David Friedman
David Friedman prepares to testify before a Senate Foreign Relations Committee hearing on his nomination to be U.S. ambassador to Israel, on Capitol Hill in Washington, D.C., Feb. 16, 2017. Reuters/Yuri Gripas

Another of Donald Trump’s nominees was set to face a tough ride in his Senate confirmation hearing Thursday. The president's pick for ambassador to Israel, David Friedman, was expected to face questions over a number of his controversial views.

Members of the Foreign Relations Committee, who will hold Friedman’s hearing, have already been made aware of some of the opposition to Friedman taking up the post. Five former United States ambassadors to Israel wrote a letter to the committee Wednesday declaring him unqualified for the job due to his “extreme, radical positions.”

That followed a letter signed by 600 rabbis and cantors opposing what they dubbed an “extreme” nominee.

Here are some of Friedman’s quotes from his time as a columnist for Israel National News that have made the bankruptcy such a controversial nomination.

“There has never been a ‘two-state solution’ – only a ‘two-state narrative.’” (Feb. 2, 2016)
Friedman has called the two-state solution, which for decades has been the stated goal of the United States, “an illusion that serves the worst intentions of both the United States and the Palestinian Arabs.”

Arguing that Palestinians were being “subjugated” by “corrupt” and “villainous” leaders, Friedman said that an independent Palestinian state is not necessary and that many Palestinians would be happy being a part of an Israeli state.

“They know there’s a better life out there, they know that Israeli Arabs receive the best education from the best universities in the Middle East,” he said.

Trump has also backed away from a two-state solution at a press conference with Israeli Prime Minister Benjamin Netanyahu Wednesday.

"So I'm looking at two states and one state," he said. "And I like the one that both parties like."

United Nations Secretary-General Antonio Guterres responded by saying there was “no alternative” to a two-state solution.

“The blatant anti-Semitism emanating from our President and his sycophantic minions is palpable and very disturbing.” (Aug. 20, 2016)
In response to President Barack Obama signing a deal with Iran in 2015, Friedman compared his actions to the Dreyfus Affair at the turn of the 20th century, when a Jewish artillery captain in the French army was falsely convicted of giving military secrets to the Germans. He was paraded before an angry mob in Paris shouting “Death to Judas, death to the Jew.”

Friedman was particularly hostile toward Obama’s response to those who opposed the deal, including Jewish Senate Minority Leader Charles Schumer. Friedman argued that the affair was further evidence that an independent Jewish state was the only way Jews could be safe from anti-Semitism.

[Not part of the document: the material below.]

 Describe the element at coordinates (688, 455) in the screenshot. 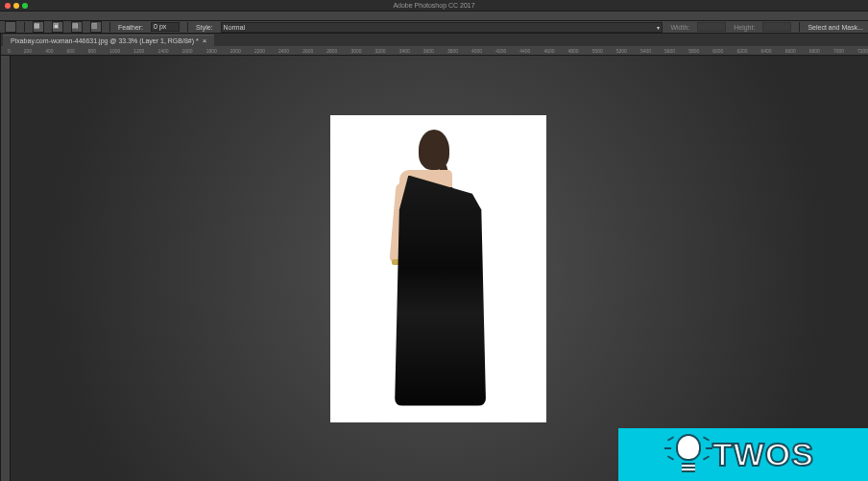

I see `lightbulb-icon` at that location.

“[J Street Supporters] are far worse than kapos.” (May. 6, 2016)
Responding to an op-ed critical of his appointment as an adviser to Trump on Israel during the campaign, Friedman likened liberal Jews to those who turned on their fellow Jews in Nazi concentration camps. Having already been slammed for comparing J Street, a lobbying organization that campaigns for peace and has been critical of some Israeli policies, Friedman doubled down.

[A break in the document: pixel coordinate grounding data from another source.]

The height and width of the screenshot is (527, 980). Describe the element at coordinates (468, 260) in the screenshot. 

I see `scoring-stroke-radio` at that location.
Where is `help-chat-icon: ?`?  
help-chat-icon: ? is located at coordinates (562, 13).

“They are far worse than kapos – Jews who turned in their fellow Jews in the Nazi death camps,” he wrote. “The kapos faced extraordinary cruelty and who knows what any of us would have done under those circumstances to save a loved one? But J Street? They are just smug advocates of Israel’s destruction delivered from the comfort of their secure American sofas – it’s hard to imagine anyone worse.”